Workers Comp Fraud Investigations
November 1, 2015
(This article first appeared in the November/December 2015 issue of The American Postal Worker magazine.)
Special agents of the Postal Service Office of the Inspector General (OIG) are contracted to “safeguard postal revenue” and are supposed to “operate with integrity, be a model of ethical behavior, and treat people in a fair and respectful manner.”
When it comes to workers compensation fraud, however, these law enforcement officers often employ questionable tactics and exercise little fiducial responsibility: They have been cited by the Department of Labor (DOL) for violating federal regulations while conducting fraud investigations involving injured workers. Agents also have been performing claim management functions rather than ascertaining whether crimes occurred.
It’s unlawful for investigators to ask physicians about a claimant’s work tolerance limitations. This is a Health Resource Management (HRM) task, not an essential action of an official investigation; therefore, 20 CFR 10.506 applies. The regulation limits employing agencies to written contact with physicians treating injured workers covered by the Federal Employees Compensation Act (FECA).
The Employees Compensation Appeal Board (ECAB) found special agents using techniques that prejudice physicians against their patients in an effort to obtain desired medical opinions. Fearing that they, too, will become targets of investigation, physicians often fail to advocate for their patients.
The ECAB concluded that discussing investigations and sharing evidence with doctors “poisons the well,” which makes new medical opinions tainted and unpersuasive. (ECAB FS 11-863, September 26, 2012).
Where surveillance video is offered for the purpose of gaining a medical opinion, the employee must be notified, provided a copy if requested, and afforded an opportunity to explain the events depicted. (J.M., 58 ECAB 478, 486 (2007); Frederick Nightingale, 6 ECAB 268 (1953)).
But agents frequently use edited, secret surveillance to coerce doctors into agreeing to false accusations that their patients are exaggerating their limitations. Agents often make deceitful statements, employ misleading tactics, and engage in entrapment to justify charges against claimants for making false statements about their abilities. These scams cause OWCP to wrongfully terminate benefits and shamelessly destroy lives. That hardly qualifies as “operating with integrity” or treating people in a “fair and respectful manner.”
OIG agents portray injured workers as malingerers and can easily convince juries that don’t understand the FECA to indict their prey. Procuring questionable indictments bolsters the OIG’s conviction rate and increases cost-avoidance calculations and financial recovery figures. How else can they justify their own costs?
Agents count on a large number of the accused pleading guilty to lesser misdemeanor charges. The OIG calls these “pre-trial diversions.” Indicted by their peers and driven by fear, OIG victims often trade their future FECA benefits to avoid imprisonment, hefty fines, felony records, loss of employment and costly legal fees. Veterans also risk losing their VA benefits.
To seal the deal, prosecutors and agents agree that they will not mandate restitution of benefits. This, in essence, is a con, because pleading guilty to a false statement charge counts as misdemeanor fraud. Guilt of any fraud, felony or misdemeanor, not only permits OWCP to stop all future benefits, it permits OWCP to aggressively pursue full restitution of all FECA benefits previously received.
The unsuspecting claimant has been duped into repaying what could be hundreds of thousands of dollars when medical treatment, wage loss compensation and schedule awards are factored into the equation. Only a universal settlement, one that applies to all, can potentially thwart reimbursement obligations.
In Fiscal Year 2015, the USPS appropriated $243.9 million to fund the OIG, resulting in the return of $10.7 million to the Postal Service and 23 workers compensation fraud convictions (less than 1/6 of one percent). Safeguarding revenue or waste and abuse?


Where does the word "Resources" show up in the data? Please find each such line and copy it.

________________________

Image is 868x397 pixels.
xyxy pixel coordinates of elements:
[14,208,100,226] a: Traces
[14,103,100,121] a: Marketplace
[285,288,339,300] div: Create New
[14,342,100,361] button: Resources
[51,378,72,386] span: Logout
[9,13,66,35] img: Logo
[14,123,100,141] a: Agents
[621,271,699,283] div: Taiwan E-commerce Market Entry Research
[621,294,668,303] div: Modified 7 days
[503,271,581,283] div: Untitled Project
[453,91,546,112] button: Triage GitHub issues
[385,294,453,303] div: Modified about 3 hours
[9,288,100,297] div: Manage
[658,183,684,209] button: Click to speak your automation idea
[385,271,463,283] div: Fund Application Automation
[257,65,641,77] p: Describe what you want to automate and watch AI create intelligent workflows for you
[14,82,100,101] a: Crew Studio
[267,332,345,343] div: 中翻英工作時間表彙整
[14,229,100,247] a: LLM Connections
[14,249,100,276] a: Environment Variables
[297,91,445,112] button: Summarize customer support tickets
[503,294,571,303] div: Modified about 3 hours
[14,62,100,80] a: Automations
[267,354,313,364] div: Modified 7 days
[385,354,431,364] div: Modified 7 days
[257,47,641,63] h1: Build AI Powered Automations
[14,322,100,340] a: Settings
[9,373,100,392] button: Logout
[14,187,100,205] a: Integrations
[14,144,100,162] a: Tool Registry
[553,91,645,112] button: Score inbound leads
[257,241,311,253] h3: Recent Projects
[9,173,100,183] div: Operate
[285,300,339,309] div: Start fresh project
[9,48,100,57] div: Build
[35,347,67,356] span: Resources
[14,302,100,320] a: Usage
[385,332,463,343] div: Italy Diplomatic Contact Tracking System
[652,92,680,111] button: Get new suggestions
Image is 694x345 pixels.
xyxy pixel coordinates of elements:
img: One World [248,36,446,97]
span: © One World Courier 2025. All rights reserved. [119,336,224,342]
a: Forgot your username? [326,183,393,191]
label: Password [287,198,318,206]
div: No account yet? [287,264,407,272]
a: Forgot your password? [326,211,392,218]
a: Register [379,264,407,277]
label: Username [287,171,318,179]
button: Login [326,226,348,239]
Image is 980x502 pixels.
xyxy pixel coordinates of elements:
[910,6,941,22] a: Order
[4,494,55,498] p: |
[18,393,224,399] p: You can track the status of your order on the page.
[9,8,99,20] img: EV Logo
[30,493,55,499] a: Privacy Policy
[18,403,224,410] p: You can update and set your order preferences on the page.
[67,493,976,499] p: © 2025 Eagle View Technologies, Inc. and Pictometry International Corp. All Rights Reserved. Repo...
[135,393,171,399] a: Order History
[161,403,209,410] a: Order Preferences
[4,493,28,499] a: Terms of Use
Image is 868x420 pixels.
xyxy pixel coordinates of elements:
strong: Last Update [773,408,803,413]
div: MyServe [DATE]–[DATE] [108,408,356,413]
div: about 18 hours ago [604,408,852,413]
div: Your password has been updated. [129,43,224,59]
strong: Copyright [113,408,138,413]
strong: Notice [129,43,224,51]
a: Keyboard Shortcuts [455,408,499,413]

________________________

## RESULT OF THE EXERCISE
[14,342,100,361] button: Resources
[35,347,67,356] span: Resources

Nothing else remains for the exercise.